Wednesday, September 26, 2012

The Arcadian Visions of Ton Matton


One of my New School dissertation committee members, Ken Wark, brought this Vimeo piece to my attention and I found it relevant to share. Ton Matton is a Dutch architect and environmental designer who currently resides in the village of Wendorf in northeast Germany near the Baltic Sea. Matton's residence/studio is an abandoned schoolhouse, which he rehabilitated and named "Werkstatt Wendorf" (Workshop Wendorf). For the last decade, it's where he's conducted experiments in what he terms "autarkic" (self-sufficient) design.

One of his projects is Bosbus (2004), a mobile nature preserve Matton constructed from an old municipal bus for the Rotterdam Architectural Biennale. Another is Bird Suburb (no date), an installation of dozens of identical birdhouses set at regular spatial intervals around his rural home that birds have refused to occupy, evidence in Matton's view of the inhospitable, indeed unnatural, quality of the cookie-cutter approach to suburban subdivision development.
Ton Matton, Bosbus, 2004, exterior view (above); interior view (below).
Matton's work resonates with some of what's being done in Detroit, which I have identified as the "Postindustrial Arcadia." A big difference, though, is that Matton left the city in an attempt to regain the state of nature whereas in Detroit the city essentially left us. Nature, which of course has been there all there, just made itself more visible in the process.

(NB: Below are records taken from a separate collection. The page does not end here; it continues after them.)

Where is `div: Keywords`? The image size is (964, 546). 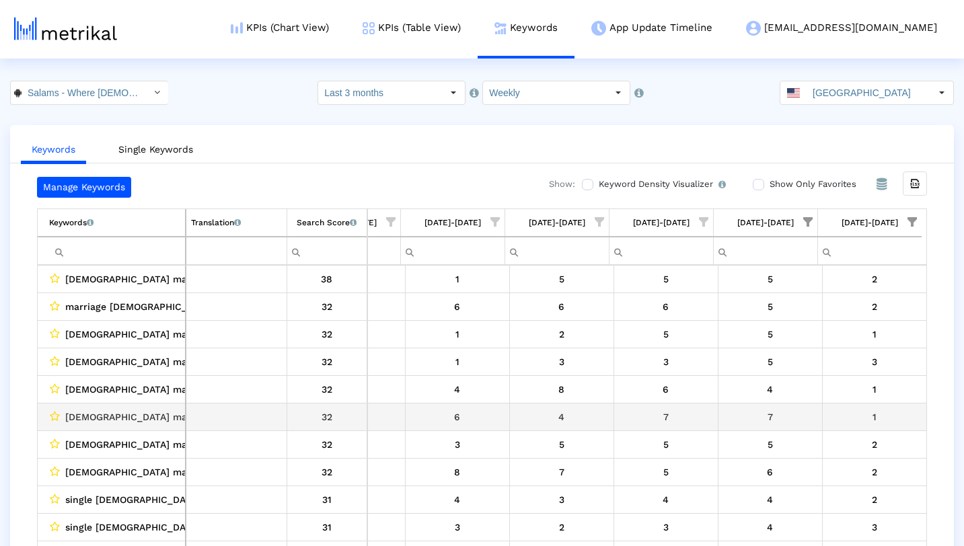 div: Keywords is located at coordinates (71, 223).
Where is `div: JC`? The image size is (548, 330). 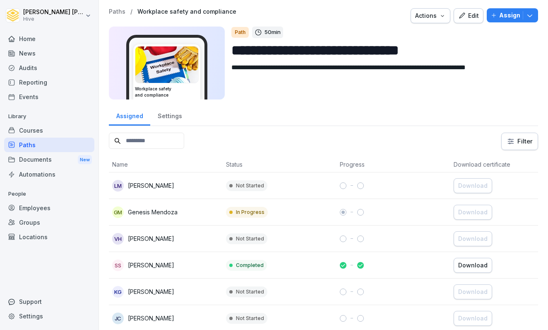
div: JC is located at coordinates (118, 318).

There's another difference that seems important to me. As noted above, Matton's work is experimental, proposing ideas to change ways of thinking, which is all well and good. But they seem to be bracketed in way that the cultural production in Detroit I'm talking about isn't. The Detroit projects (the Heidelberg Project, The Power House, Ride-It-Sculpture Park, DFlux, etc.) are embedded in their local environments, making them more concrete as it were. In fact, they are each in their way transformative. It's the difference between utopian thinking of the conventional variety and the "real utopia" I've written about

1 comment:

  1. this is a reminder that it took a lot of money to keep Gandhi in poverty.